“You’re to give her riding lessons.” Puck pulled the money out of her pocket and held it out to him. “She wants her first lesson tomorrow.”
“No,” he said. “Get somebody else.”
“Nadine is a nice person.” Puck sounded desperate, but then she was. If Sean didn’t give Nadine lessons, her father would be angry, then Nadine wouldn’t be allowed to come and she was good at keeping peace and—“Nadine is funny and interesting and she cares about people.”
“You mean she cares about that group of misfits that hangs around here. Does she know it’s her money they love the most?”
“I’m afraid she does.” Puck was being honest. “But she has to do whatever her father tells her to do.”
“And he wants her to marry the future earl.” It wasn’t a question.
“Sean, please. Nadine will get in trouble if you don’t teach her.”
With a grimace, he took the money. “All right. Tomorrow at 8:00 a.m.”
“I don’t think—” She’d been about to say that Nadine wasn’t up that early but she didn’t. “Fine. Eight in the morning.”
“If she shows up wearing some riding costume from a BBC drama, I’ll send her back.”
“Jeans and T-shirt,” Puck said.
Sean frowned but he nodded. “You’re nervous about something. What is it?”
Puck could feel her heart pounding. “It’s just Mum. Trying to escape her. And Clive’s bad temper and...” She trailed off. Sean’s face showed he wasn’t believing any of it.
He stopped walking, then reached out and pulled something from her hair. It was a ball of dust. “You look like crap.”
She started to make up an explanation, but she knew Sean would know she was lying. She was silent.
“So don’t tell me.”
He started walking but Puck didn’t move. Somehow, she was giving away too much about what she’d seen. “I’ll see you later,” she said. When he didn’t answer, she headed toward the house. She’d gone only a few feet when she began running.
By the time she reached the house, she was out of breath. She went to Bertie’s office. Sean joked that it was actually the drinking room as that’s where the earl got drunk every night.
Puck put the document Clive had given her on the desk—which wasn’t nearly as big or elaborate as Clive’s. On the top was an open checkbook. She saw that Bertie had made out a check for fifty thousand pounds to Longbow Stables. The page of the monthly expenses Clive had given her showed that there wasn’t that much in any account. The check would bounce.
Puck left the office and made a dash up to her room at the top of the house. She changed her shirt and ran a comb through her hair, then ran down the stairs to the kitchen.
“Where have you been?” her mother demanded angrily. “I’ve had this whole meal to do by myself, all while you’ve been outside daydreaming. You flit around like some butterfly, getting no exercise at all.” She gritted her teeth. “It’s time you started to grow up. If we’re going to continue to live here, we all need to be useful. Indispensable, even.”
Mrs. Aiken put half a pound of chopped up butter in a deep skillet. “What are they all doing?”
Puck ate a cherry. “Nicky and Byon are working on a play. Diana is mucking out the stables, and Nadine is going to take riding lessons from Sean. Clive is doing the accounts and Willa is writing letters.”
Mrs. Aiken frowned at her daughter. “You’re telling too much about these people. You’re too young to know that there are secrets in this house. You need to learn how to keep what you hear and see to yourself.” She glared at her daughter. “But you must tell me everything.”
“I will try,” Puck said. Her mind was on that house by the cemetery and what Nicky had said. A place to have some peace.
She watched her mother drop scallops into the puddle of butter. As Byon had said, the butter wasn’t browned, or clarified, or sauced in any way. She tried not to laugh.
Eight
When Puck finished, Kate and Jack said nothing.
Sara broke the silence. “Interesting. They’re different than I thought they would be.”
“Frenemies,” Kate said. “Nobody did what had been planned for them.”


Requirement: Without the pictures, write the listing below out again, line for line.

====

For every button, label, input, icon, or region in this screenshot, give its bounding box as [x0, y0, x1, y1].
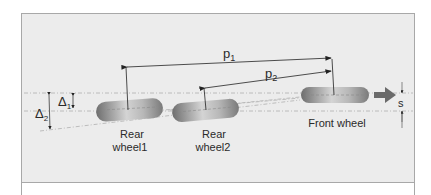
label-delta2: Δ2 [35, 106, 49, 123]
direction-arrow-icon [374, 87, 396, 103]
label-p1: p1 [223, 46, 235, 63]
label-rear-wheel2-line1: Rear [202, 128, 226, 140]
label-front-wheel: Front wheel [308, 117, 365, 129]
label-p2: p2 [265, 66, 277, 83]
dimension-delta2 [49, 95, 50, 129]
label-s: s [398, 97, 404, 109]
tracking-diagram: p1 p2 Δ1 Δ2 s Rear wheel1 Rear wheel2 Fr… [0, 0, 431, 195]
label-rear-wheel1-line2: wheel1 [112, 141, 148, 153]
rear-wheel-1 [95, 98, 163, 123]
label-rear-wheel2-line2: wheel2 [195, 141, 231, 153]
front-wheel [301, 87, 369, 103]
label-rear-wheel1-line1: Rear [120, 128, 144, 140]
label-delta1: Δ1 [58, 94, 72, 111]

====

Result below:
For every button, label, input, icon, or region in this screenshot, give its bounding box as [x0, y0, x1, y1].
label-delta2: Δ2 [35, 106, 49, 123]
direction-arrow-icon [374, 87, 396, 103]
label-p1: p1 [223, 46, 235, 63]
label-rear-wheel2-line1: Rear [202, 128, 226, 140]
label-front-wheel: Front wheel [308, 117, 365, 129]
label-p2: p2 [265, 66, 277, 83]
dimension-delta2 [49, 95, 50, 129]
label-s: s [398, 97, 404, 109]
tracking-diagram: p1 p2 Δ1 Δ2 s Rear wheel1 Rear wheel2 Fr… [0, 0, 431, 195]
label-rear-wheel1-line2: wheel1 [112, 141, 148, 153]
rear-wheel-1 [95, 98, 163, 123]
label-rear-wheel2-line2: wheel2 [195, 141, 231, 153]
front-wheel [301, 87, 369, 103]
label-rear-wheel1-line1: Rear [120, 128, 144, 140]
label-delta1: Δ1 [58, 94, 72, 111]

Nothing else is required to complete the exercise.